The Great Bavette Steak Hunt

Image: Tim Kamerer
In her new book Raising Steaks: The Life and Times of American Beef, food historian Betty Fussell writes, “Steak is not a dish but a geography—a country, or at least a county … with gravy lakes and fat townships and a bone fence.” Steak even has its own map of sorts—that classic butcher’s diagram of a cow that shows where our ribs, flank, or roast are cut from. But borders have a way of changing, and recently a new region rarely depicted on America’s meat map has shown up in kitchens across Portland: the bavette steak.
“We’ve been butchering the same animal for hundreds of years,” says Miles Wilcox, the sales manager at Columbia Empire Meats, one of the only distributors of bavette steaks in town. “But chefs are constantly asking, ‘What do you have that’s new?’ Well, there really isn’t anything new, there’s just a new way to cut it or present it. Flatiron steaks were a rarity a few years ago, and that’s where the bavette steak is now.”
My introduction to the bavette came at Belly Timber, in Southeast Portland. When I inquired about the bavette steak on the menu, my waiter said, “It’s a popular French cut of meat, kind of like a hanger steak.”
Since I’ve always championed unsung, cheaper steaks like the hanger, the culotte, and the deckle—these being less tender than a rib eye or a porterhouse, but much more flavorful—I was elated to discover an underdog cut that I hadn’t heard of.
“Does it come from the same part of the animal?” I asked.
“Generally speaking,” he answered. He wasn’t much more specific than that.
I found the bavette’s intense flavor somewhat appealing, but it was also tough and chewy.
A few weeks later, I encountered the cut again, this time at Urban Farmer, the Vegas-style steak house on the eighth floor of the Nines hotel downtown. It was the cheapest steak on the menu—albeit at $35—and my waitress told me it’s also known by the rather unfortunate name “flap meat.” The bavette they served came from a ranch that raises Wagyu beef, a sought-after and expensive breed from Japan.
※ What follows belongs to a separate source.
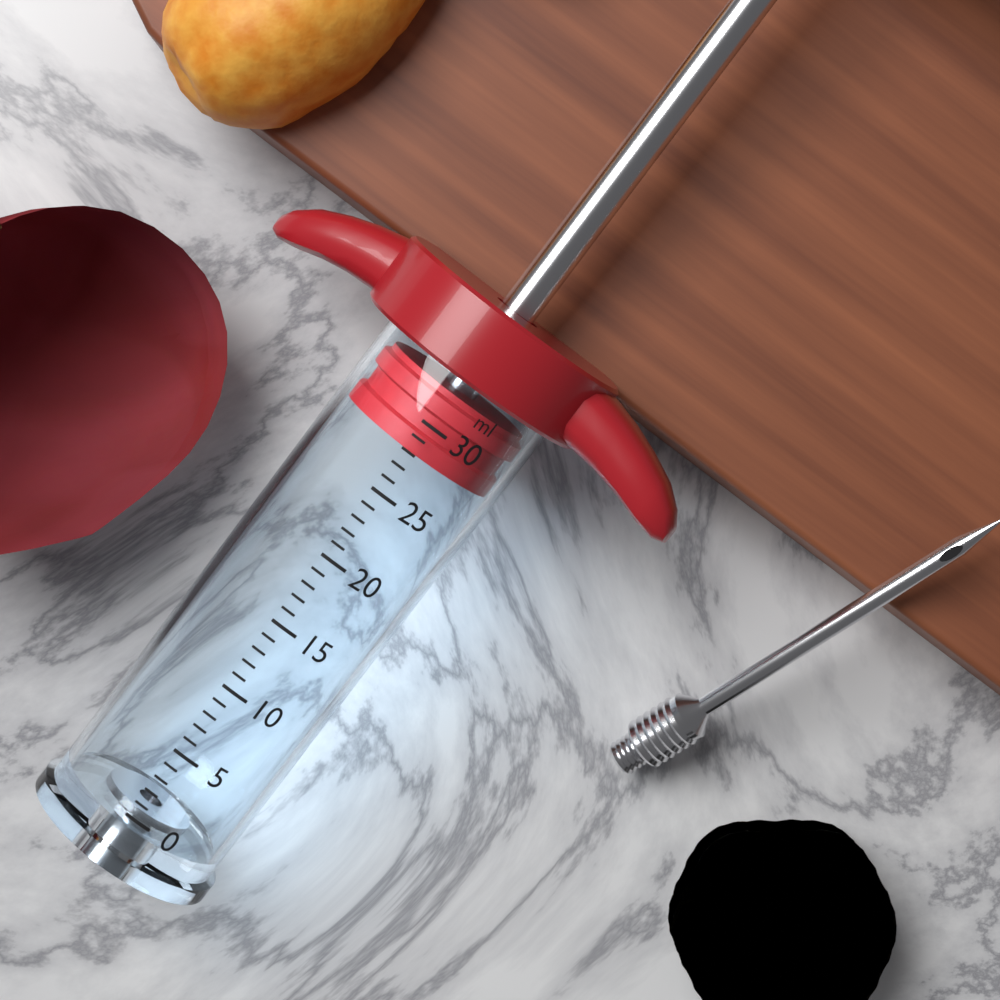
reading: 28 ml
Sliced thinly against the grain, the meat’s rich, brown crust was deeply caramelized, and the inside of the tender, medium-rare cut was marbled with luxurious layers of fat. To me, it had just the sort of meaty essence that more expensive steaks are supposed to achieve, but often don’t. I knew I had to get hold of a bavette steak to cook at home.
This seemed a simple enough task, but it turns out that everyone has his own definition of flap meat, which makes purchasing the steak a bit of an adventure. Ryan Bleibtrey, the sous-chef at Urban Farmer, outfitted me with a basic definition. The bavette, he said, comprises the bottom part of the sirloin, toward the back of the cow, between the sirloin and the flank. This explains its flavor, as the muscles that are used to propel the animal usually have more bite to them, in terms of texture, but a much deeper flavor.
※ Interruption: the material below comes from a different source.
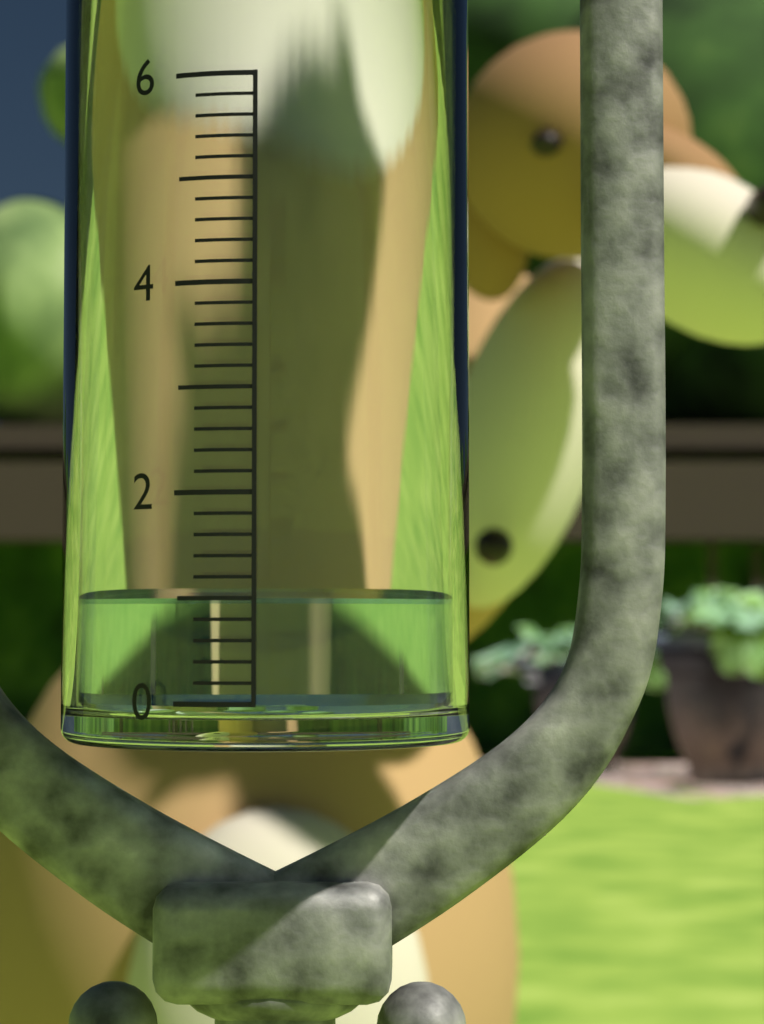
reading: 1.0 (no unit)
“Ask for sirloin flap meat when you go to the butcher,” Bleibtrey said, “and you should get something similar.” But he wasn’t very encouraging. “Most butchers don’t sell it, because they want to keep it for themselves—that and all those other choice bits.”
Determined to get some of those choice bits for myself, I called Gartner’s Country Meats in Northeast, but they insisted it wasn’t worth it for them to sell flap meat—no one would want it. I envisioned a table full of Gartner’s employees feasting on it that night in secret.
Over at Whole Foods, they sold me what’s called “skirt steak”—a fine alternative but not quite the same. My search was beginning to feel like Lewis and Clark’s hunt for the fabled Northwest Passage.
Luckily, Chop Butchery and Charcuterie in City Market has agreed to carry bavette steaks from Urban Farmer’s source, Strube Ranch ($13.95 per pound). Grab them while you can, before someone stumbles upon another territory of Bovinae-stan and the butchers have to make room for it in the meat case—and on their map.
Bavette Steak
- 1 tsp olive oil
- 1 to 2 tbsp of butter
- garlic
- thyme
- Bavette steak*
To prepare it straight out of the butcher paper:
(1) Heat 1 tsp of olive oil in a cast-iron pan, then sear one side over medium-high for 2 minutes.
(2) Turn it over and top with 1 to 2 tbsp of butter and a smattering of garlic and thyme.
(3) For the next 2 minutes, baste the meat constantly with melted butter and oil.
(4) Cook for 5 minutes in a 400-degree oven to achieve medium rare.
*If you can get your hands on a bavette steak Ryan Bleibtrey, Urban Farmer’s sous-chef, suggests marinating it in olive oil, garlic, thyme, salt, and pepper for 1 to 2 days before cooking it.